Duke: Global Warming
Cutting Tropical Deforestation to Avert Global Warming Cheaply - 05/10/07
Slowing tropical deforestation is an essential and cost-effective way to avert severe climate change, according to a new study published in the May 10 Science Express, an advanced online publication of the journal Science.
An international team of 11 top forest and climate researchers, including civil and environmental engineer Roni Avissar of Duke's Pratt School of Engineering, found that cutting deforestation rates in half by mid-century would amount to 12 percent of the emissions reductions needed to keep concentrations of heat-trapping gases in the atmosphere at relatively safe levels.
Slowing tropical deforestation won't, by itself, solve the climate problem," said Peter Frumhoff, the study's corresponding author and director of science and policy at the Union of Concerned Scientists (UCS). "But for many developing countries, it is their largest source of emissions. Climate policymakers have a historic opportunity to support their efforts to find economically viable alternatives to deforestation and do their part to slow global warming. "
A widely reported earlier study had suggested that global warming could potentially dry out many tropical forests, increasing fires that release the large quantity of carbon stored in their trees into the atmosphere.
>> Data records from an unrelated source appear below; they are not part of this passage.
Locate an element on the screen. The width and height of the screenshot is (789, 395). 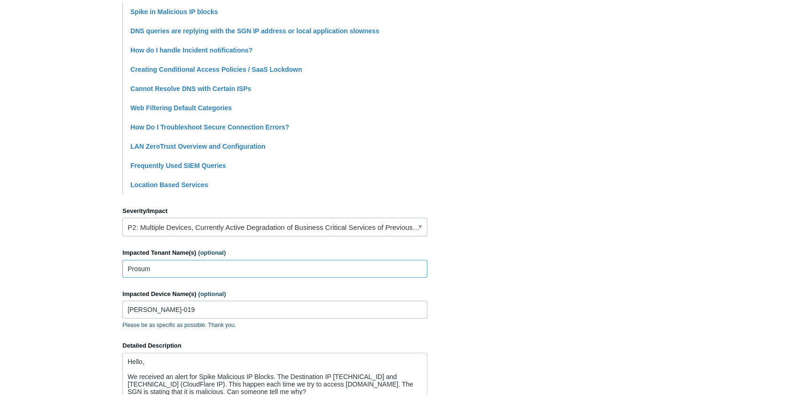
a: Location Based Services is located at coordinates (169, 185).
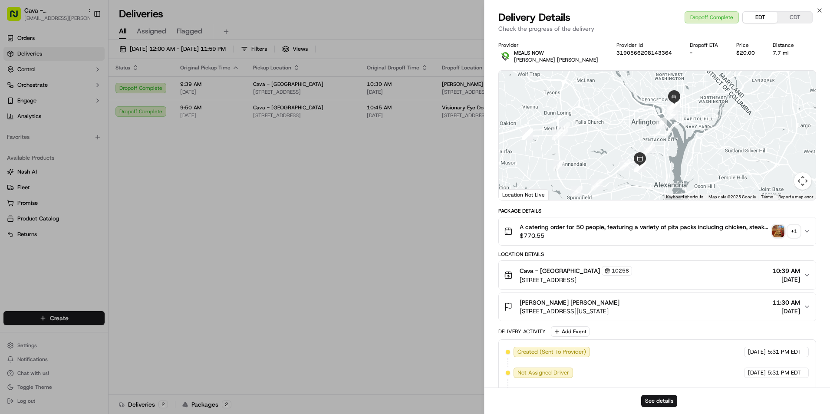 Image resolution: width=830 pixels, height=414 pixels. What do you see at coordinates (523, 194) in the screenshot?
I see `div: Location Not Live` at bounding box center [523, 194].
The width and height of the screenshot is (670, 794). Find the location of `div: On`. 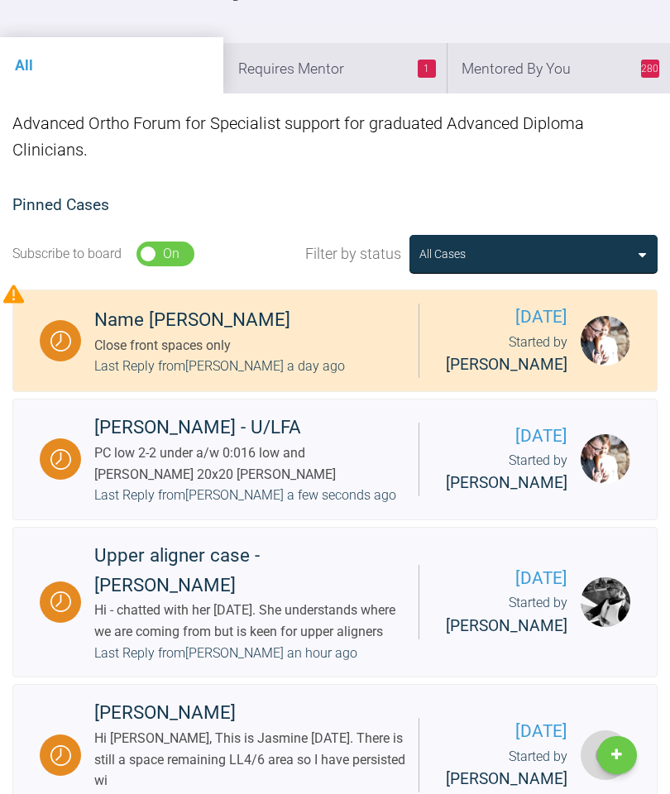

div: On is located at coordinates (171, 254).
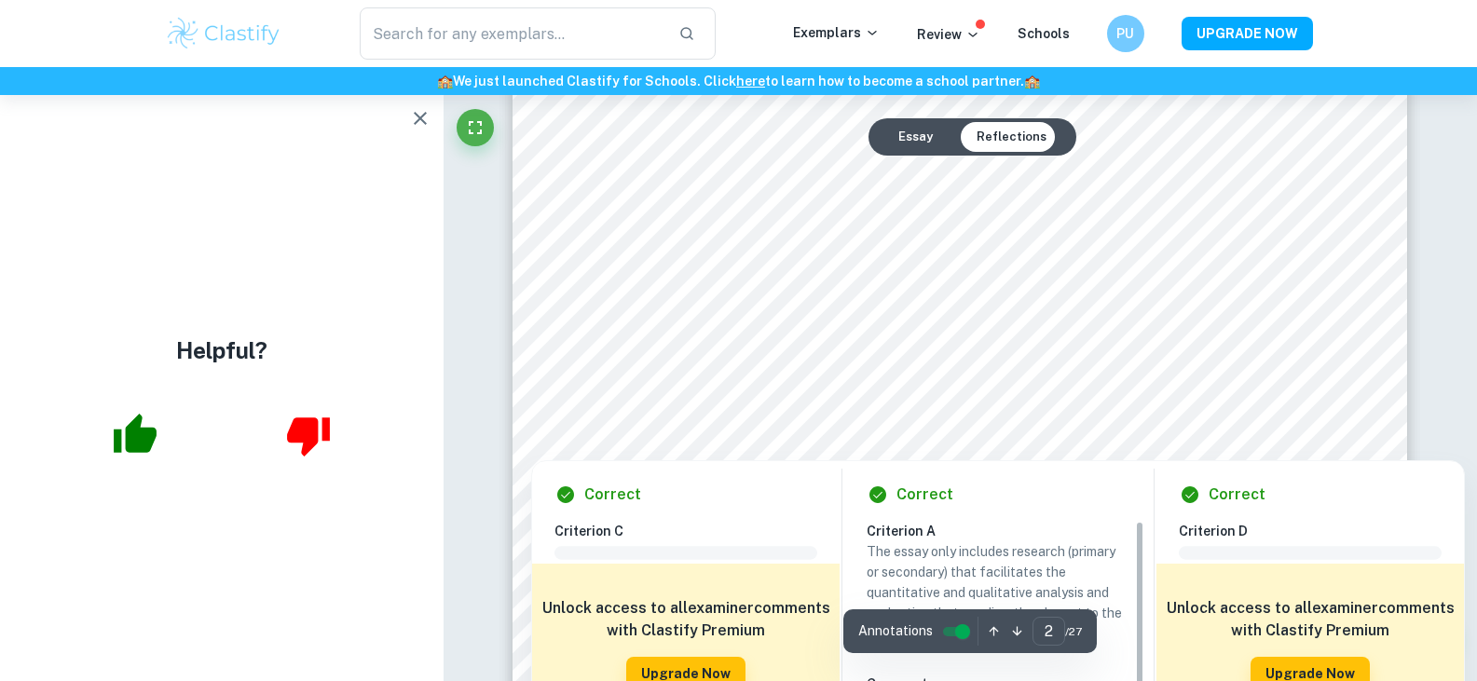 This screenshot has height=681, width=1477. Describe the element at coordinates (998, 593) in the screenshot. I see `p: The essay only includes research (primary or secondary) that facilitates the quantitative and qua...` at that location.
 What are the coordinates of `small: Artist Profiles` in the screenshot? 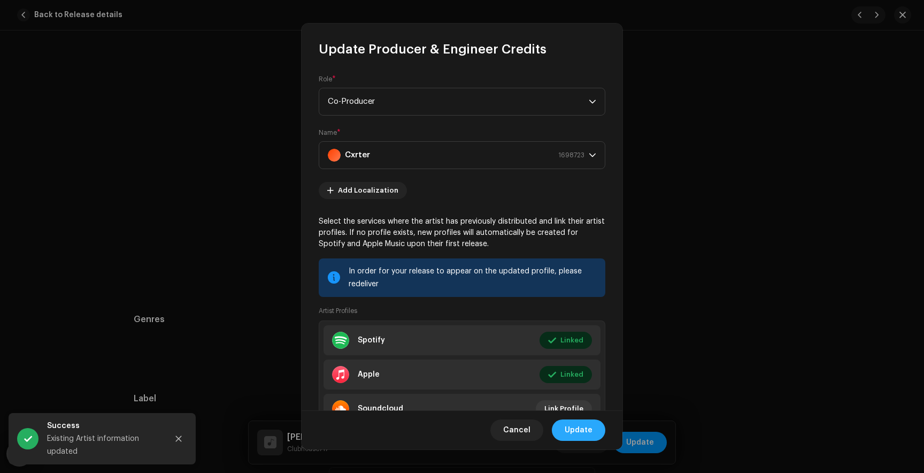 It's located at (338, 311).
The authors now provide new evidence that tropical forests will persist in the face of climate change, especially if nations make needed cuts in both industrial and deforestation emissions.
The study comes as international climate negotiations are taking place this week in Bonn, Germany. Policymakers there are weighing proposals for the design of international climate policies after the Kyoto Protocol expires in 2012. On the table is an initiative introduced by the governments of Papua New Guinea, Costa Rica and several other forest-rich developing countries that are seeking to limit their emissions from deforestation.